This week started off CHILLY with a low in the 30s overnight here in Everson on Sunday night and a slight dew frost on the grass this Monday morning on parts of the farm. Autumn is surely here and the harvests prove that to be the case – we’ll be busy picking apples and pears this week, and even harvesting some quince and kiwi berries as well. We’re also just beginning to prep for the end of the season – removing and rolling up nets for storage as we finish harvests on apple/pear/grape rows, cleaning up drops in the understory, and getting in a few last rounds of mowing and weedwhacking before the wet and cold comes for good.
Fruit/Bud/Tree Development
- As leaves start to turn and drop on grape vines, obvious differences in health of the vines become very apparent and we can see a marked difference in our vines based on soil type – the Lynden Blue vines planted on soil fill brought in after the pipeline dig many years ago drop their leaves earliest as compared to the same variety vines just 20 feet down the row where the topsoil was left undisturbed.
- Speaking of Lynden Blue, we may eek out a very small last pick on Lynden Blue this year of the berries we left from earlier that weren’t yet ripened (we had berries at all stages this year due to wind damage on canes early and uneven flowering).
A beautiful Crimson Crisp apple.
Apple and pear varieties ready for ripeness testing…
Pest & Disease
- We had an excellent harvest and pack-out on Crimson Crisp apples this year. The combination of a scab-immune variety, plus being under nets this season and thus preventing apple maggot damage meant we had a roughly 85-90% pack-out rate, which is very promising.
- We will be cutting down a few trees and vines in the coming weeks that have partially succumbed to crown rot/borers/fungal pressure. After 5 season here and observing different table grape varieties, I’m also feeling ready to pull the plug on a few grape variety trials that just haven’t produced well – Saturn, Joy, Hope, Gratitude, Glenora, Neptune, and Mars are all potentials for the chopping block after this season.
What’s Ripe?
- This week we’re harvesting: apples (Crimson Gold, Ashmead’s Kernel, Cosmic Crisp, Spartan, Creston, Fiesta, Honeycrisp, Grimes Golden, etc.), pears (Chojuro, Abbe Fetel, Conference, Comice, Armida), kiwi berries, and the first quince.
I would like information about the nets you used when you wrote: “plus being under nets this season and thus preventing apple maggot damage”. My apples in Sedro-Woolley have suffered from apple maggots for several years, forcing me to wrap nylon booties around the apples I wanted to save. My dwarf Honeycrisp would be a good candidate for a net.
This was the first season we have used insect netting for codling moth and apple maggot control on pome fruits in our orchards. We used DrapeNets Hail Nets, which is often referred to as insect netting, or bee netting. Cloud Mountain does sell custom lengths of the commercial bug netting for pickup. Make sure you put the netting up after bloom so pollination can occur. It is easiest to apply and remove the netting to trees trained as a fruiting wall, or to build a structure to support the nets.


• [Task statement] List each line of the data in which the string "ffffff" appears.

• [Information supplied]
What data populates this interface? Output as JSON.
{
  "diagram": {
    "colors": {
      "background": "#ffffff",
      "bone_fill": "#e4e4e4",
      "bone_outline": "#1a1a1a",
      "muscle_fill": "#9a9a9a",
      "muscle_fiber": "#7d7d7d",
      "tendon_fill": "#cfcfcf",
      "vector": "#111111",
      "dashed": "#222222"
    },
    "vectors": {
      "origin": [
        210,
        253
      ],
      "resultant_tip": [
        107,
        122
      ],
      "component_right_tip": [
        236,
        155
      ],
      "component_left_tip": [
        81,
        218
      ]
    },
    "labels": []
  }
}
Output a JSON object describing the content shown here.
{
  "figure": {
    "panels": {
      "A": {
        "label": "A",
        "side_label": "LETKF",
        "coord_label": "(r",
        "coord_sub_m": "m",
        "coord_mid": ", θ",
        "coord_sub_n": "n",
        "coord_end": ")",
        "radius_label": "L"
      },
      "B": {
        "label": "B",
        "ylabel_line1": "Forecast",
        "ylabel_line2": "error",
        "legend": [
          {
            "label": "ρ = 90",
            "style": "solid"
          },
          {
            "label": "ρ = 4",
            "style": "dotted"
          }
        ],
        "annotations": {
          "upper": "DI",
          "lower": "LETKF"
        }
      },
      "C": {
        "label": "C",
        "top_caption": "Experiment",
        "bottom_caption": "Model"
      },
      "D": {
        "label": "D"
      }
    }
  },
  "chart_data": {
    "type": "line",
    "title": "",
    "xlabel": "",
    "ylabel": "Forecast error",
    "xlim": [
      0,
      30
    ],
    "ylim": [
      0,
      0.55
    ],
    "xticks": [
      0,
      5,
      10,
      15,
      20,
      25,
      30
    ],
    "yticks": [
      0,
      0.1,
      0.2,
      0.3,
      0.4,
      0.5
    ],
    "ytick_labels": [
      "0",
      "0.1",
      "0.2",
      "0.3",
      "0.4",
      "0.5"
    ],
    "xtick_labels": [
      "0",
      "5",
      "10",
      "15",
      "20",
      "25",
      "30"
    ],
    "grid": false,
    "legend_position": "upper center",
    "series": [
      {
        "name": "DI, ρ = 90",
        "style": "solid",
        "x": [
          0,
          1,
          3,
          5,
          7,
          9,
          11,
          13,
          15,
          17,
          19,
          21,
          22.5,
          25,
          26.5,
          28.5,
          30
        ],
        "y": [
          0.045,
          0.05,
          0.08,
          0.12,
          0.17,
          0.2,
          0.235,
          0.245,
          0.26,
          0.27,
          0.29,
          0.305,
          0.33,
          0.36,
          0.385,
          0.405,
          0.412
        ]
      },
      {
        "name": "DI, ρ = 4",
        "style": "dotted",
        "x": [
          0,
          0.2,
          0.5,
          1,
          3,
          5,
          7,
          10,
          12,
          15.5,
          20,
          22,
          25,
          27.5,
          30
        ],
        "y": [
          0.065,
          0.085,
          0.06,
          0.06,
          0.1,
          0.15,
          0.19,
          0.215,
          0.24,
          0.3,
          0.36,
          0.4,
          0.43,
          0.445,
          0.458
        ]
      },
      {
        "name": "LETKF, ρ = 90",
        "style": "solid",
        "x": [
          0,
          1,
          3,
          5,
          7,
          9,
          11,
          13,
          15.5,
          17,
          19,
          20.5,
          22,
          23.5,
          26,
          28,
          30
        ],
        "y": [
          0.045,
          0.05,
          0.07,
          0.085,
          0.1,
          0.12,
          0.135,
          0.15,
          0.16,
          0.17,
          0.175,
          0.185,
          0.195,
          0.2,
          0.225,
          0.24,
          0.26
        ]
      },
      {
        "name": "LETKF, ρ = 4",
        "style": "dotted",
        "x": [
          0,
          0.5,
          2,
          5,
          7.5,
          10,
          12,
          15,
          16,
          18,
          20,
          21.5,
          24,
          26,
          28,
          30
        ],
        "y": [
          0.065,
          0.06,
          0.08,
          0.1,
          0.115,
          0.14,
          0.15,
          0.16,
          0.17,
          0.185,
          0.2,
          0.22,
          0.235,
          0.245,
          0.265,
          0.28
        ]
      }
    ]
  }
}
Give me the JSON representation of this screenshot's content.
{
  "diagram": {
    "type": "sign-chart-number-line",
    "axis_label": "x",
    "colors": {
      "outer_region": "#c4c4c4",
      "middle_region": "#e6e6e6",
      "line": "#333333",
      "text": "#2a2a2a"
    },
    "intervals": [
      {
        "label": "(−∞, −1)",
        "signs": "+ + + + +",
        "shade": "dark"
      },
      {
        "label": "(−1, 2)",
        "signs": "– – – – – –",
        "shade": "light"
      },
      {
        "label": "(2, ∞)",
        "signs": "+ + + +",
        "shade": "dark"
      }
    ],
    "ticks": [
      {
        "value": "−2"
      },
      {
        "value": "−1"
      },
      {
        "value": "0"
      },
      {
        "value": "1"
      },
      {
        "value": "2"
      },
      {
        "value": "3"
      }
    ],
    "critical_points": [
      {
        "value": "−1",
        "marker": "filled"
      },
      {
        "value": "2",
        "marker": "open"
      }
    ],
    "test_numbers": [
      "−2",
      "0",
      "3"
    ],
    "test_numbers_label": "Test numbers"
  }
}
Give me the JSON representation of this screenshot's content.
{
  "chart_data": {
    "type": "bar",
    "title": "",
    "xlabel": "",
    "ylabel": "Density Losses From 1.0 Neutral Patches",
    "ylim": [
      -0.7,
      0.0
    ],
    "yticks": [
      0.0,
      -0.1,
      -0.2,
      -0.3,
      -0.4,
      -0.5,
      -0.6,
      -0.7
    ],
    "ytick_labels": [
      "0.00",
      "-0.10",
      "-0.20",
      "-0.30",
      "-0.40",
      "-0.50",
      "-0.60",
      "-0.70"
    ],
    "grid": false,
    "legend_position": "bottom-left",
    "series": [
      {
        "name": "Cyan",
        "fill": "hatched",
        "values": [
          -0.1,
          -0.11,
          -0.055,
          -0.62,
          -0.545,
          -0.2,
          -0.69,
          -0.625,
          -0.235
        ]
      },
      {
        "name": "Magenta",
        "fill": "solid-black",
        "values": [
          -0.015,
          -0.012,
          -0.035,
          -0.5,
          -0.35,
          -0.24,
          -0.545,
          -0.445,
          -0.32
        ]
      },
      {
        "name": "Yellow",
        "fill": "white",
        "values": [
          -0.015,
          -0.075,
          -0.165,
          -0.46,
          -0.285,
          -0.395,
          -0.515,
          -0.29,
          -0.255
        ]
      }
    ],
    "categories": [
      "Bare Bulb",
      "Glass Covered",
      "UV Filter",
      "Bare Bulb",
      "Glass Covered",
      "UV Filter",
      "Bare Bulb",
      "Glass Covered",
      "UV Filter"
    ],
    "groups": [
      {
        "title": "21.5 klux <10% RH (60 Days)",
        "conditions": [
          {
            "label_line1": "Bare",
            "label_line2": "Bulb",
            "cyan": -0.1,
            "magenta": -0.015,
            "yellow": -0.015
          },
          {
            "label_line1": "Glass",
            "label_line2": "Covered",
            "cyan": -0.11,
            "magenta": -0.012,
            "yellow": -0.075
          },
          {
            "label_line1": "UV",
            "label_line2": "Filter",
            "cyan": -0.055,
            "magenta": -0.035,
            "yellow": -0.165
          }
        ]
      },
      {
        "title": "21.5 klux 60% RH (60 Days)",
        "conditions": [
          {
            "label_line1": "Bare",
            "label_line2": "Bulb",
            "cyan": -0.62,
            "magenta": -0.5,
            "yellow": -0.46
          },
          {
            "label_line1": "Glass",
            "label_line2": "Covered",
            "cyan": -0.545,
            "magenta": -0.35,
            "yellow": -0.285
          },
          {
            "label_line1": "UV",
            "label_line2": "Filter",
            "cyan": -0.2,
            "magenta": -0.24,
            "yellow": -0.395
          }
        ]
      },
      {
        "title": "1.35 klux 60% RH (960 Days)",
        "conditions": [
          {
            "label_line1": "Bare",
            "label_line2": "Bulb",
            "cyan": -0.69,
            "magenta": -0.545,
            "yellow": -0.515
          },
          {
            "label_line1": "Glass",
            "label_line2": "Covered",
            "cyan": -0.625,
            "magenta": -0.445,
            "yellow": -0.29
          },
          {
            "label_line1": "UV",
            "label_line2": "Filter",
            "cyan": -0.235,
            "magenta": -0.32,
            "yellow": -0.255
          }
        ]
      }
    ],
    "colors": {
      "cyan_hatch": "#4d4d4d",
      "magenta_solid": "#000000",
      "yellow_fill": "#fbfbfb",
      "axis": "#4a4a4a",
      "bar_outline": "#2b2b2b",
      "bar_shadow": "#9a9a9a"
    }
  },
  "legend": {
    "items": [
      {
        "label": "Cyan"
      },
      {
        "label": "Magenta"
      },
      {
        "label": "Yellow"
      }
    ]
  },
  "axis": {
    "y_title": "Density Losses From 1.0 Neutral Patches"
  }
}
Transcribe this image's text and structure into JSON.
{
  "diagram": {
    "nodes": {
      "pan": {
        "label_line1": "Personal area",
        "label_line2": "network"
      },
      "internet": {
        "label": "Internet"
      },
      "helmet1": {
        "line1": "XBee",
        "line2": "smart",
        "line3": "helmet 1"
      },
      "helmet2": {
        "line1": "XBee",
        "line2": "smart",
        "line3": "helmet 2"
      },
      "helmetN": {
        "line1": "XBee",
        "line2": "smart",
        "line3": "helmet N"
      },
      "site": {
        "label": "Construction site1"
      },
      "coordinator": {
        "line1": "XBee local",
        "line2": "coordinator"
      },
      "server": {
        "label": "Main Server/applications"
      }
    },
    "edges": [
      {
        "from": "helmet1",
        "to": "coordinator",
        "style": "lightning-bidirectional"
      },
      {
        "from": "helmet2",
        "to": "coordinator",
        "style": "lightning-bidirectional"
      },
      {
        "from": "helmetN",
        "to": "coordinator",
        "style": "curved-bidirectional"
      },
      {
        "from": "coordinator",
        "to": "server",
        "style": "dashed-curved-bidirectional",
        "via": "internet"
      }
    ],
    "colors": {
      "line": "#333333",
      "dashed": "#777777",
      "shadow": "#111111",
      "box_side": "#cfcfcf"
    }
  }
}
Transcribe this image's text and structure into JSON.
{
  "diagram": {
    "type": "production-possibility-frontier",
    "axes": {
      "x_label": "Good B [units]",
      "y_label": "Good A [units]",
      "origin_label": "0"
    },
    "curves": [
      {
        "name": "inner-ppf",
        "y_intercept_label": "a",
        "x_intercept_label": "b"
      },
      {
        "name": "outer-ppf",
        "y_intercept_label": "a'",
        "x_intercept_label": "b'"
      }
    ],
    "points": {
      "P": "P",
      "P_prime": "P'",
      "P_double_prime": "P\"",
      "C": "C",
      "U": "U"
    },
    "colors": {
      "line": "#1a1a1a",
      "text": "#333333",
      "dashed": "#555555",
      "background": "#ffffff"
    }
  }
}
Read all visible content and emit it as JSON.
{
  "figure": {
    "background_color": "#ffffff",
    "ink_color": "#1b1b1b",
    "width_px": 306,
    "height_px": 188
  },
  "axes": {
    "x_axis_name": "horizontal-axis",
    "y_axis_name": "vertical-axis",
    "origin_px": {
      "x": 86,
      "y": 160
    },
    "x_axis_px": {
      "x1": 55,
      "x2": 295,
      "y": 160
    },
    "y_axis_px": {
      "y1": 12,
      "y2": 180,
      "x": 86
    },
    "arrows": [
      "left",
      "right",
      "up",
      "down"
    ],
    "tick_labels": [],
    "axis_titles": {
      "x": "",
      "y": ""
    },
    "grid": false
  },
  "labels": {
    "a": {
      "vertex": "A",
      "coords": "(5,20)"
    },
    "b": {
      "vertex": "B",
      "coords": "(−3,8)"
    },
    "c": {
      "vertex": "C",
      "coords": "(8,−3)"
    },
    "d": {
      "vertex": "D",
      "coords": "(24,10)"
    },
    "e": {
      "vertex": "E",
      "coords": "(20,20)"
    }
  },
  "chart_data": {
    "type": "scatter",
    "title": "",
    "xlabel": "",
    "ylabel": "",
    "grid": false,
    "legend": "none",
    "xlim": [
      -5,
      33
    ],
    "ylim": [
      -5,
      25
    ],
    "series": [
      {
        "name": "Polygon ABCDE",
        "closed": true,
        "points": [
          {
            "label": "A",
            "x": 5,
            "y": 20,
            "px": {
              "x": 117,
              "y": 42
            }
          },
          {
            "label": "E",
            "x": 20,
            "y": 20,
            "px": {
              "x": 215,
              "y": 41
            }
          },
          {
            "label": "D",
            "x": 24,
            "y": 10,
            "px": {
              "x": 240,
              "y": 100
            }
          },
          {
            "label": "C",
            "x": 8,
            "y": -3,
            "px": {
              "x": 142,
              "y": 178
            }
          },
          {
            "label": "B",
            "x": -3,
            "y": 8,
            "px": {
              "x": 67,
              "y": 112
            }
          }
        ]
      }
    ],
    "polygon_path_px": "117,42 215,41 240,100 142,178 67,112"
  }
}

• [Answer section]
      "background": "#ffffff",
      "background": "#ffffff"
    "background_color": "#ffffff",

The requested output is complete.